The ruling also opens the door for unchecked use of other dragnet technologies that can place individuals in a given location, such as facial recognition and license plate readers, Laperruque said.

Richardson’s analysis in Chatrie also may have ramifications for other types of information beyond location data, such as in cases where police are looking to identify suspects through reverse search warrants or are using pole cameras to surveil an area.

“The technique of dipping into a large pool of data to find a suspect out of thin air is something that’s going to continue to be an issue,” said Brett Max Kaufman, senior staff attorney at the American Civil Liberties Union’s Center for Democracy. “And so that’s why, even though geofence warrants—maybe for the moment, at least through Google—might be on the decline, the principles being litigated in this case are really important going forward for the Fourth Amendment.”

The Chatrie opinion suggests that unless a court finds an excessive amount of information was taken, it won’t conclude the Fourth Amendment applies, lawyers said. But Richardson didn’t delineate exactly how much data collection would trigger Fourth Amendment scrutiny.

The opinion “adopted this idea that there’s a distinction between a little bit of surveillance and a lot of surveillance,” said University of California Berkeley School of Law professor Orin Kerr, who focuses on Fourth Amendment and criminal procedure. “And if you take that view as correct, you have to figure out, where is that line? That’s a big lurking issue.”

Filling a Void
The ruling is reflective of the questions unanswered by the Supreme Court since the Carpenter decision, leaving circuit courts to decide how to interpret the Fourth Amendment as it applies to new technologies.

However, “a lot of the federal circuit courts are cautious about innovating at all in the Fourth Amendment space,” said Tokson.

Until now, most courts have shied away from deciding whether the collection of location records qualifies as a search, Kerr said, focusing instead on debating the appropriate scope of warrants.

“It’s a reminder that Carpenter didn’t make all location data queries a search,” Kerr added, noting that many courts have yet to grapple with that threshold question.

Chatrie is not the end of the road, he said, because the ruling brings new questions for courts about how to apply Carpenter to warrants involving other emerging technologies.
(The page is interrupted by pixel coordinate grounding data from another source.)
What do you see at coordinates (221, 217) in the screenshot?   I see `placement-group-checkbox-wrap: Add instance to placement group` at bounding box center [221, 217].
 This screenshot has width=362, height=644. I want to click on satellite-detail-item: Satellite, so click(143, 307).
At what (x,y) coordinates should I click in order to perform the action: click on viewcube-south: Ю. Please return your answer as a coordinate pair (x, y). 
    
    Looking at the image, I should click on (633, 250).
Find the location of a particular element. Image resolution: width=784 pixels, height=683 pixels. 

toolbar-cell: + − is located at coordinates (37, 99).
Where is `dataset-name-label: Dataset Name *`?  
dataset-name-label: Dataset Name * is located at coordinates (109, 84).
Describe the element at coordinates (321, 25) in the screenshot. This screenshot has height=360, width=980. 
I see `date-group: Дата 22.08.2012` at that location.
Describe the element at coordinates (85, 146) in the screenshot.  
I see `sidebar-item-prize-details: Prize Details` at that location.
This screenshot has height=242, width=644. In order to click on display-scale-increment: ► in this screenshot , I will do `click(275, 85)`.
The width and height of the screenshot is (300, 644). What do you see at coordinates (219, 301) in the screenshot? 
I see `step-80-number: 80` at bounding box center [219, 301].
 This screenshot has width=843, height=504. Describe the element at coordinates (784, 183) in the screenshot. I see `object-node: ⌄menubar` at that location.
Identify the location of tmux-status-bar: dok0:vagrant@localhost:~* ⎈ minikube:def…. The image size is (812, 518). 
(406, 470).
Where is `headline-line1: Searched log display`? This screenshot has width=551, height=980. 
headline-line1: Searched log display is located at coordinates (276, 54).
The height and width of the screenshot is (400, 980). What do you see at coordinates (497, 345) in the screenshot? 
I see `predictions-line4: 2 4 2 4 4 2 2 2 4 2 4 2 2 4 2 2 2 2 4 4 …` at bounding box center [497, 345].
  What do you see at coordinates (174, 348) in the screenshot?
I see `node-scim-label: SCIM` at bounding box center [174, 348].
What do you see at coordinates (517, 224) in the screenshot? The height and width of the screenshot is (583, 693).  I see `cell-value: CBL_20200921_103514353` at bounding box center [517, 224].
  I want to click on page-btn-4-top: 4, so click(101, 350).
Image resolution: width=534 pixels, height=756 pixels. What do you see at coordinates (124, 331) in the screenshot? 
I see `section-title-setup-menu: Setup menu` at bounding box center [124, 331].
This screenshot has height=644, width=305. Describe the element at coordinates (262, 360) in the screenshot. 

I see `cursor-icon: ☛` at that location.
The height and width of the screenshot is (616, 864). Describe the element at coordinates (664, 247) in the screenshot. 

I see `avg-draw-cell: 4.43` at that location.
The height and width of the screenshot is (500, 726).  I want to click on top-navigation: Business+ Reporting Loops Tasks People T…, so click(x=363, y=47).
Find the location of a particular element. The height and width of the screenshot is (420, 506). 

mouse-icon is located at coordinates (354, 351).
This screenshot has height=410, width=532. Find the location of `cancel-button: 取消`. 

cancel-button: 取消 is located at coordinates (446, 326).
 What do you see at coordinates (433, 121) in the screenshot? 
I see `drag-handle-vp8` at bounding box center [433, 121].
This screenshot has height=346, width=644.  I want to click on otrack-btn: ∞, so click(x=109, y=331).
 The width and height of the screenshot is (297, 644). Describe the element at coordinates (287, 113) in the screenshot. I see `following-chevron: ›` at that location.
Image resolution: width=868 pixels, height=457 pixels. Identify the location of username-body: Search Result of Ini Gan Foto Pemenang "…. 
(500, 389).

Meanwhile, he and others noted, the Supreme Court hasn’t been eager to weigh in on privacy and Fourth Amendment issues.

“The Supreme Court’s refusal to take up future location privacy questions—or any Fourth Amendment cases on new technologies and surveillance in the six years since Carpenter—has left a void and opened the door to this type of regressive ruling,” said Laperruque.

Next Steps
Though Chatrie’s attorneys from the Federal Public Defender’s Office and the national Association of Criminal Defense Lawyers haven’t signaled their next move, they have multiple options—including seeking a rehearing by the panel or the full Fourth Circuit or petitioning the Supreme Court to take up the case.

If he seeks a rehearing, the appeals court’s precedents indicate it may rule differently than the three-judge panel’s majority. The Fourth Circuit ruled en banc in 2021 that a warrantless aerial surveillance program in Baltimore violated the Fourth Amendment, reversing a panel decision.

Tokson said an en banc rehearing could also explore an idea in Circuit Judge James Andrew Wynn’s Chatrie dissent, which called for a more rigorous standard for searches based on Carpenter. Tokson has called for such a standard in his scholarship, arguing it could include establishing a multifactor test involving the amounts of data collected, how revealing that data is, and whether the third-party disclosure was in fact voluntary.

The debate around warrants’ scope is ultimately a longstanding one, Kerr noted, and the Chatrie ruling brings a “new angle” to the story—especially amid fast-evolving Big Tech developments.

“The big question will be when the next technology comes along that is not something you have to opt into: How broadly can warrants extend in those cases?” Kerr said. “So switch to another technology that is more clearly covered by Carpenter as a search, the scope of the warrant then becomes big in those cases.”

The case is US v. Chatrie, 4th Cir., No. 22-4489.